Quantitative and Functional Ecology

Apa khabar! I’m Lai Hao Ran (賴浩然) and a plant community ecologist, currently jointly appointed by South East Asia Rainforest Research Partnership (SEARRP), Malaysia and Imperial College London, UK. My research aims to understand and generalise the dynamics of forest biodiversity through functional traits, statistical rigour, and long-term monitoring. My career goal is to build capacity and foster a more innovative research community in Malaysia and tropical Asia.

Please feel free to reach out for research collaboration, forest fieldwork, guest teaching, and project (co)supervision.

Research themes

With selected publications.

Functional trait ecology

Plant functional traits are a universal currency for understanding how species respond to their environment and shape the communities around them. My work uses traits to explain forest community assembly, successional dynamics, and biodiversity patterns across tropical and subtropical systems — from Borneo to New Zealand.

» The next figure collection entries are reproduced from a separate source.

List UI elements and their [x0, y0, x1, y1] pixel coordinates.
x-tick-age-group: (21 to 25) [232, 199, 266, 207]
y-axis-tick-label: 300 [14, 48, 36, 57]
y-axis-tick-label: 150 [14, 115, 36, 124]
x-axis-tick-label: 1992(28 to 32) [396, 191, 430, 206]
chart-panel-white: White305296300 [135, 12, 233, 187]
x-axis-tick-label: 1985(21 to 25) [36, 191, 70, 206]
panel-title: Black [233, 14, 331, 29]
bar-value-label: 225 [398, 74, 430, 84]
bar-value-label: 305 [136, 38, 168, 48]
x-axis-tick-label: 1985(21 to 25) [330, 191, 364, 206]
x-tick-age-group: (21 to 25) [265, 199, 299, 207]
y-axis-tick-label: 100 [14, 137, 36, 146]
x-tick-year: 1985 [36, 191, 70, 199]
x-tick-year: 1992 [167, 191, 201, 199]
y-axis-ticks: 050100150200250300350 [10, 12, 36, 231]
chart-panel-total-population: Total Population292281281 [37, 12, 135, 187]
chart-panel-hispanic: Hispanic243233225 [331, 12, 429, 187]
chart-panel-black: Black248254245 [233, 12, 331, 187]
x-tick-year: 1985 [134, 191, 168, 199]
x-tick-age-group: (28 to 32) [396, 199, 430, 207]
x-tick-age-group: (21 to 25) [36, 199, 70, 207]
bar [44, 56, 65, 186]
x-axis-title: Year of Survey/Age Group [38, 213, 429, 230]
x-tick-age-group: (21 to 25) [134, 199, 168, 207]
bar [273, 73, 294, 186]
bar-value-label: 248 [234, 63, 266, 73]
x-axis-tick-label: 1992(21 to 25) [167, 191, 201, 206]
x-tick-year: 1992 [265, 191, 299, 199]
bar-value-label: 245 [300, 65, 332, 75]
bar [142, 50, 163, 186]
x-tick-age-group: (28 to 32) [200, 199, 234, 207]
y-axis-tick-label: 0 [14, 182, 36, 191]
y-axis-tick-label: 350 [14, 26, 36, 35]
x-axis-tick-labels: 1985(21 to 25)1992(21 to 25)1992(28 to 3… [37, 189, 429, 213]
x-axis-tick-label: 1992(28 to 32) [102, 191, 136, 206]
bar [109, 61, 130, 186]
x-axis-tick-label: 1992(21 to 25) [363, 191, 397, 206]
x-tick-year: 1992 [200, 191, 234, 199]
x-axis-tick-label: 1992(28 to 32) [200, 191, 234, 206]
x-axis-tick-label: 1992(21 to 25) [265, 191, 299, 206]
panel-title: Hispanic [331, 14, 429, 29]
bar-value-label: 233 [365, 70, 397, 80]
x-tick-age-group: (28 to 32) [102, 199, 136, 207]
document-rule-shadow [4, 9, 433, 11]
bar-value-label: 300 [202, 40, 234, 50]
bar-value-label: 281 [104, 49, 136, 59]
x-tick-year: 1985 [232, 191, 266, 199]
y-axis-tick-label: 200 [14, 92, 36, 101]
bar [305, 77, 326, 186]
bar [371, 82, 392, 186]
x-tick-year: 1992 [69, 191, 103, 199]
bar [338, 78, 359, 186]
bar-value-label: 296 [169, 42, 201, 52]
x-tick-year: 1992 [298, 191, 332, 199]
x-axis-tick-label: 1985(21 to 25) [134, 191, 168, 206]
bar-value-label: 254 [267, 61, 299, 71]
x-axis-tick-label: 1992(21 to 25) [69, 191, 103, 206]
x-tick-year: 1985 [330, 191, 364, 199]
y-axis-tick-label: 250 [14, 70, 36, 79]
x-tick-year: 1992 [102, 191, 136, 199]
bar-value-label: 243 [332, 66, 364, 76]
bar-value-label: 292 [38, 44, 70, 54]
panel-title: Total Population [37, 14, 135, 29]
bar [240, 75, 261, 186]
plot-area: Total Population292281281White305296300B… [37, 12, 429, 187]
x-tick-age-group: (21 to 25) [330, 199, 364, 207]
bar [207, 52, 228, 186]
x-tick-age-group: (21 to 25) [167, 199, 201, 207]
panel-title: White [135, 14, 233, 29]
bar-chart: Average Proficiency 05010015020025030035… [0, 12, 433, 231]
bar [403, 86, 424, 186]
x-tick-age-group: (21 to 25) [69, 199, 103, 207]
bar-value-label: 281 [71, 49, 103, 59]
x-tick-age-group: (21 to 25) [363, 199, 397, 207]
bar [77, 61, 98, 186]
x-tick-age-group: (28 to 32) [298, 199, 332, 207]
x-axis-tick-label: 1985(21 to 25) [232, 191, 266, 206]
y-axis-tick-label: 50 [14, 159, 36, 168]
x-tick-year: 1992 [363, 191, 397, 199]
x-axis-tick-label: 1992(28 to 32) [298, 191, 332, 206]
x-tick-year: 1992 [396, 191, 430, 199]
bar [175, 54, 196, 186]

Species interactions and coexistence

Species do not exist in isolation: competitive, facilitative, and non-additive biotic interactions jointly determine who persists and where. I develop and apply frameworks from modern coexistence theory and ecological network science to quantify these interactions and understand how they propagate through communities under disturbance.

Quantitative methods

Ecological inference is only as good as the models behind it. I develop and apply novel statistical approaches —- including hierarchical models, model-based ordination, and joint species distribution models —- to extract rigorous ecological signal from observational and long-term monitoring data.